Background: Prior to Jul 2023, at our academic hospital medicine program, the 6-month clinical schedule was created in commercial scheduling software and released 2-4 weeks before the start of that schedule. The actual schedule creation took 3+ months. This led to physician discontent due to the inability to plan professional and personal obligations. Our schedule is complex with 72 physicians and 31 different service lines that we staff daily – at total of >2000 potential combinations per day. Adding to the complexity, our physicians are paid per shift rather than salaried. As a result, shifts have variable FTE weights. Our physicians also have various administrative, education or leadership roles, and thus, differing clinical FTE (cFTE). The commercial scheduling software does not allow for simultaneous viewing of the shifts filled, physicians available and their total scheduled cFTE, making schedule creation arduous when using that software.

Purpose: We created a new scheduling tool that vastly improved the scheduling process which allowed for much earlier publication of the schedule.

Description: We identified that the commercial scheduling software was unsatisfactory and did not allow for viewing of all variables simultaneously. Two of the authors built a new Excel-based scheduling tool. The tool allows for simultaneous viewing on the Y axis of the doctors, their individual target cFTE, and their calculated cFTE which live tallies as shifts are added. Along the x-axis is the calendar and above the calendar are columns of the clinical shifts that must be filled per day. To build the schedule, we click a cell in the row associated with someone’s schedule for the particular day and select from a drop-down box to pick the shift; once that shift is used, the color on the shift list changes from orange to green, indicating the shift has been filled. The background tabs that operate the sheet include a cFTE calculator where individual’s total FTE is calculated based on the assigned shift weights, and there is also a tab that tracks accidental duplicate scheduling. The ability to immediately know current scheduled cFTE enabled us to quickly rectify over- or under-scheduling by redistributing shifts. We were also able to quickly identify areas of inequity if people were scheduled for above average night shifts, or above average weekend shifts. When we were informed of last minute changes (FMLA requests, cFTE changes, additional physicians starting mid-year), it was quite easy to edit multiple individual schedules quickly using our tool. Two of the authors completed the Jul-Dec 2023 schedule in about 3 weeks, publishing it in early April; and completed the Jan-Jun 2024 schedule in about 2 weeks, publishing it in early October.

Conclusions: We designed and implemented a new, Excel-based scheduling tool for our academic hospital medicine schedule of 72 physicians. This improved the scheduling process and speed at which the schedule was generated. In this process, we were able to honor all scheduling requests and generate a complex clinical schedule about 3 months before the schedule starts. The feedback from our division has been overwhelmingly positive since this change has occurred. Our future goals include copyrighting the sheet, dissemination to both local divisions and departments at our institution, as well as national dissemination to other hospitalist groups.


[PROMPT] Looking at the data, count the lines where the word "note" occurs and answer with only the number.

----------------

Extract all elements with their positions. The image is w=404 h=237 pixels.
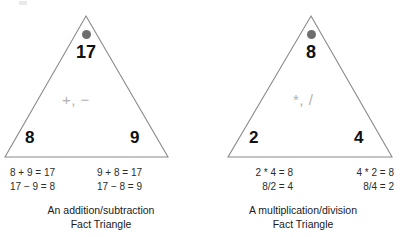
triangle-outline <box>202 0 404 165</box>
equations-group: 2 * 4 = 8 8/2 = 4 4 * 2 = 8 8/4 = 2 <box>202 166 404 196</box>
gray-dot-icon <box>307 30 316 39</box>
caption-line: Fact Triangle <box>202 217 404 231</box>
gray-dot-icon <box>82 30 91 39</box>
panel-caption: A multiplication/division Fact Triangle <box>202 203 404 231</box>
operator-label: *, / <box>293 92 313 107</box>
equation-line: 17 − 9 = 8 <box>10 180 55 194</box>
equation-line: 9 + 8 = 17 <box>97 166 142 180</box>
left-corner-number: 8 <box>25 129 34 146</box>
apex-number: 17 <box>66 43 106 61</box>
caption-line: Fact Triangle <box>0 217 202 231</box>
equation-line: 8/4 = 2 <box>332 180 394 194</box>
equation-line: 2 * 4 = 8 <box>231 166 293 180</box>
equation-column-right: 4 * 2 = 8 8/4 = 2 <box>332 166 394 194</box>
fact-triangle-panel-addition-subtraction: 17 +, − 8 9 8 + 9 = 17 17 − 9 = 8 9 + 8 … <box>0 0 202 237</box>
fact-triangles-figure: 17 +, − 8 9 8 + 9 = 17 17 − 9 = 8 9 + 8 … <box>0 0 404 237</box>
equation-line: 8 + 9 = 17 <box>10 166 55 180</box>
right-corner-number: 4 <box>354 129 363 146</box>
equation-column-left: 8 + 9 = 17 17 − 9 = 8 <box>10 166 55 194</box>
equation-line: 4 * 2 = 8 <box>332 166 394 180</box>
caption-line: An addition/subtraction <box>0 203 202 217</box>
fact-triangle-panel-multiplication-division: 8 *, / 2 4 2 * 4 = 8 8/2 = 4 4 * 2 = 8 8… <box>202 0 404 237</box>
equation-line: 17 − 8 = 9 <box>97 180 142 194</box>
panel-caption: An addition/subtraction Fact Triangle <box>0 203 202 231</box>
equation-column-right: 9 + 8 = 17 17 − 8 = 9 <box>97 166 142 194</box>
operator-label: +, − <box>62 92 90 107</box>
equation-column-left: 2 * 4 = 8 8/2 = 4 <box>231 166 293 194</box>
right-corner-number: 9 <box>130 129 139 146</box>
equations-group: 8 + 9 = 17 17 − 9 = 8 9 + 8 = 17 17 − 8 … <box>0 166 202 196</box>
apex-number: 8 <box>291 43 331 61</box>
equation-line: 8/2 = 4 <box>231 180 293 194</box>
left-corner-number: 2 <box>249 129 258 146</box>
caption-line: A multiplication/division <box>202 203 404 217</box>
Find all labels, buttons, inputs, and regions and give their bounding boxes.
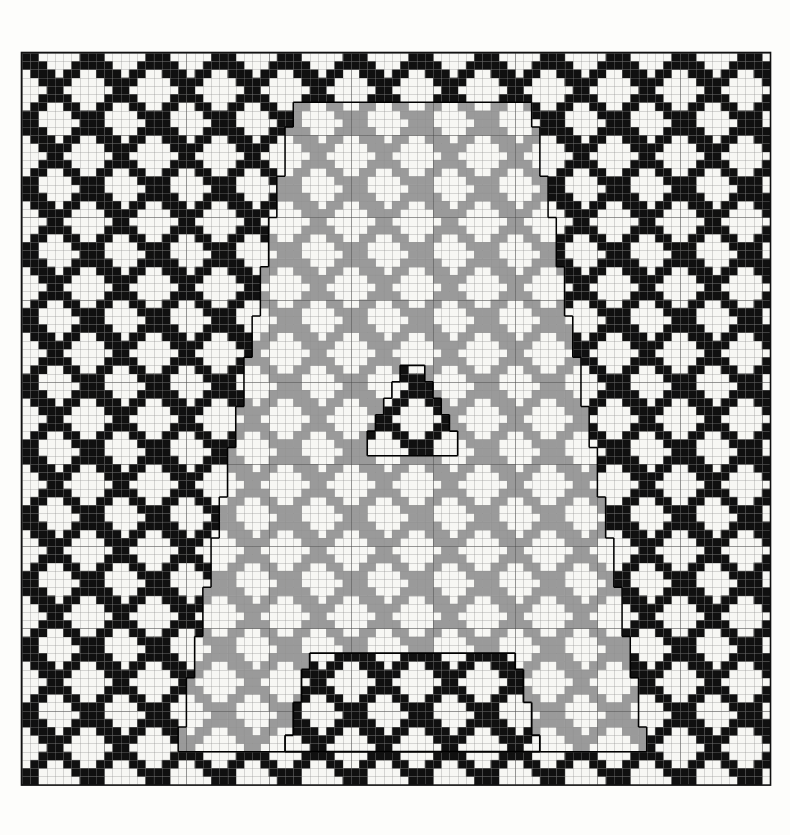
- pattern-sheet: Counted Cross-Stitch Chart — Pagoda / Te…: [0, 0, 790, 835]
- cross-stitch-chart-canvas[interactable]: [0, 0, 790, 835]
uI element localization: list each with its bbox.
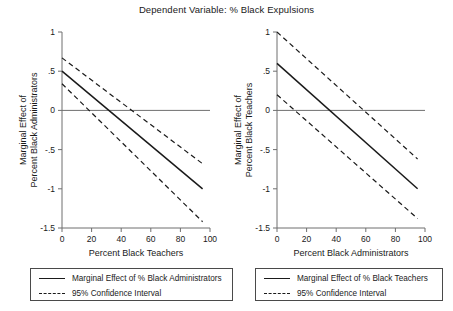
x-axis-tick-label: 60 [146, 234, 156, 244]
y-axis-title-line1: Marginal Effect of [18, 95, 28, 165]
legend-key-stroke [264, 293, 290, 294]
legend-entry: Marginal Effect of % Black Teachers [256, 271, 442, 286]
y-axis-tick-label: 1 [265, 27, 270, 37]
legend-solid-line-icon [262, 274, 292, 284]
y-axis-tick-label: 0 [50, 105, 55, 115]
x-axis-tick-label: 20 [302, 234, 312, 244]
legend-right: Marginal Effect of % Black Teachers95% C… [255, 268, 443, 301]
legend-key-stroke [264, 278, 290, 279]
chart-panel-left: 1.50-.5-1-1.5020406080100Percent Black T… [18, 27, 217, 258]
x-axis-tick-label: 80 [176, 234, 186, 244]
y-axis-title-line2: Percent Black Administrators [29, 72, 39, 188]
legend-entry: 95% Confidence Interval [256, 286, 442, 301]
legend-dashed-line-icon [37, 289, 67, 299]
legend-entry: 95% Confidence Interval [31, 286, 232, 301]
y-axis-tick-label: 1 [50, 27, 55, 37]
series-line-dashed [277, 95, 418, 219]
x-axis-tick-label: 100 [203, 234, 217, 244]
legend-entry-label: 95% Confidence Interval [67, 289, 161, 298]
legend-left: Marginal Effect of % Black Administrator… [30, 268, 233, 301]
series-line-solid [277, 63, 418, 188]
series-line-dashed [277, 32, 418, 159]
x-axis-title: Percent Black Administrators [293, 248, 409, 258]
x-axis-tick-label: 80 [391, 234, 401, 244]
legend-entry-label: Marginal Effect of % Black Teachers [292, 274, 428, 283]
y-axis-tick-label: .5 [263, 66, 270, 76]
y-axis-title-line1: Marginal Effect of [233, 95, 243, 165]
legend-entry: Marginal Effect of % Black Administrator… [31, 271, 232, 286]
legend-solid-line-icon [37, 274, 67, 284]
y-axis-tick-label: -1.5 [40, 223, 55, 233]
legend-entry-label: 95% Confidence Interval [292, 289, 386, 298]
y-axis-tick-label: -.5 [45, 145, 55, 155]
figure-title: Dependent Variable: % Black Expulsions [0, 4, 453, 15]
x-axis-tick-label: 60 [361, 234, 371, 244]
chart-panel-right: 1.50-.5-1-1.5020406080100Percent Black A… [233, 27, 432, 258]
y-axis-tick-label: .5 [48, 66, 55, 76]
y-axis-tick-label: -1 [262, 184, 270, 194]
x-axis-tick-label: 40 [331, 234, 341, 244]
chart-svg: 1.50-.5-1-1.5020406080100Percent Black T… [0, 0, 453, 311]
x-axis-tick-label: 0 [275, 234, 280, 244]
legend-key-stroke [39, 293, 65, 294]
x-axis-tick-label: 40 [116, 234, 126, 244]
y-axis-tick-label: -1 [47, 184, 55, 194]
series-line-solid [62, 71, 203, 189]
series-line-dashed [62, 84, 203, 222]
x-axis-tick-label: 20 [87, 234, 97, 244]
x-axis-tick-label: 100 [418, 234, 432, 244]
x-axis-tick-label: 0 [60, 234, 65, 244]
x-axis-title: Percent Black Teachers [89, 248, 184, 258]
y-axis-tick-label: -1.5 [255, 223, 270, 233]
legend-entry-label: Marginal Effect of % Black Administrator… [67, 274, 222, 283]
y-axis-tick-label: 0 [265, 105, 270, 115]
y-axis-tick-label: -.5 [260, 145, 270, 155]
y-axis-title-line2: Percent Black Teachers [244, 82, 254, 177]
legend-dashed-line-icon [262, 289, 292, 299]
legend-key-stroke [39, 278, 65, 279]
figure-container: Dependent Variable: % Black Expulsions 1… [0, 0, 453, 311]
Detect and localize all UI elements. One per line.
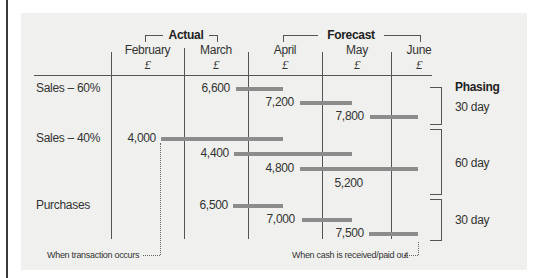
column-header-february: February	[120, 43, 175, 57]
forecast-group-label: Forecast	[318, 28, 384, 42]
value-purchases-march: 6,500	[188, 198, 228, 212]
value-sales40-april: 4,800	[254, 161, 294, 175]
column-header-june: June	[396, 43, 442, 57]
row-label-sales-60: Sales – 60%	[36, 81, 100, 95]
phasing-label: 60 day	[455, 156, 489, 170]
value-sales40-march: 4,400	[189, 146, 229, 160]
phasing-bar	[233, 204, 283, 208]
value-sales40-february: 4,000	[116, 131, 156, 145]
currency-symbol: £	[120, 58, 175, 72]
phasing-bar	[369, 232, 418, 236]
column-divider	[111, 52, 112, 239]
left-border-rule	[6, 0, 8, 278]
phasing-bracket-30-day	[430, 199, 442, 241]
cash-dotted-leader	[418, 242, 419, 255]
phasing-bar	[236, 87, 283, 91]
row-label-sales-40: Sales – 40%	[36, 131, 100, 145]
column-header-march: March	[190, 43, 242, 57]
value-sales60-april: 7,200	[254, 95, 294, 109]
transaction-dotted-leader	[160, 143, 161, 255]
phasing-bracket-60-day	[430, 129, 442, 195]
phasing-bar	[300, 101, 352, 105]
header-rule	[34, 75, 432, 76]
currency-symbol: £	[190, 58, 242, 72]
currency-symbol: £	[255, 58, 315, 72]
phasing-bar	[300, 167, 418, 171]
phasing-bar	[302, 218, 352, 222]
column-divider	[184, 48, 185, 239]
value-purchases-april: 7,000	[255, 212, 295, 226]
phasing-label: 30 day	[455, 213, 489, 227]
column-header-april: April	[255, 43, 315, 57]
value-sales60-may: 7,800	[324, 109, 364, 123]
value-sales60-march: 6,600	[190, 81, 230, 95]
phasing-bar	[370, 115, 418, 119]
currency-symbol: £	[327, 58, 387, 72]
phasing-bracket-30-day	[430, 87, 442, 125]
transaction-dotted-leader	[143, 255, 160, 256]
phasing-title: Phasing	[455, 80, 500, 94]
currency-symbol: £	[396, 58, 442, 72]
phasing-label: 30 day	[455, 100, 489, 114]
column-divider	[248, 52, 249, 239]
phasing-bar	[161, 137, 283, 141]
note-when-cash-received: When cash is received/paid out	[292, 248, 408, 262]
row-label-purchases: Purchases	[36, 198, 90, 212]
value-sales40-may: 5,200	[323, 176, 363, 190]
phasing-bar	[234, 152, 352, 156]
column-header-may: May	[327, 43, 387, 57]
actual-group-label: Actual	[163, 28, 209, 42]
value-purchases-may: 7,500	[324, 226, 364, 240]
note-when-transaction-occurs: When transaction occurs	[47, 248, 139, 262]
column-divider	[391, 52, 392, 239]
column-divider	[322, 52, 323, 239]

----------------

[EXERCISE ANSWER] 2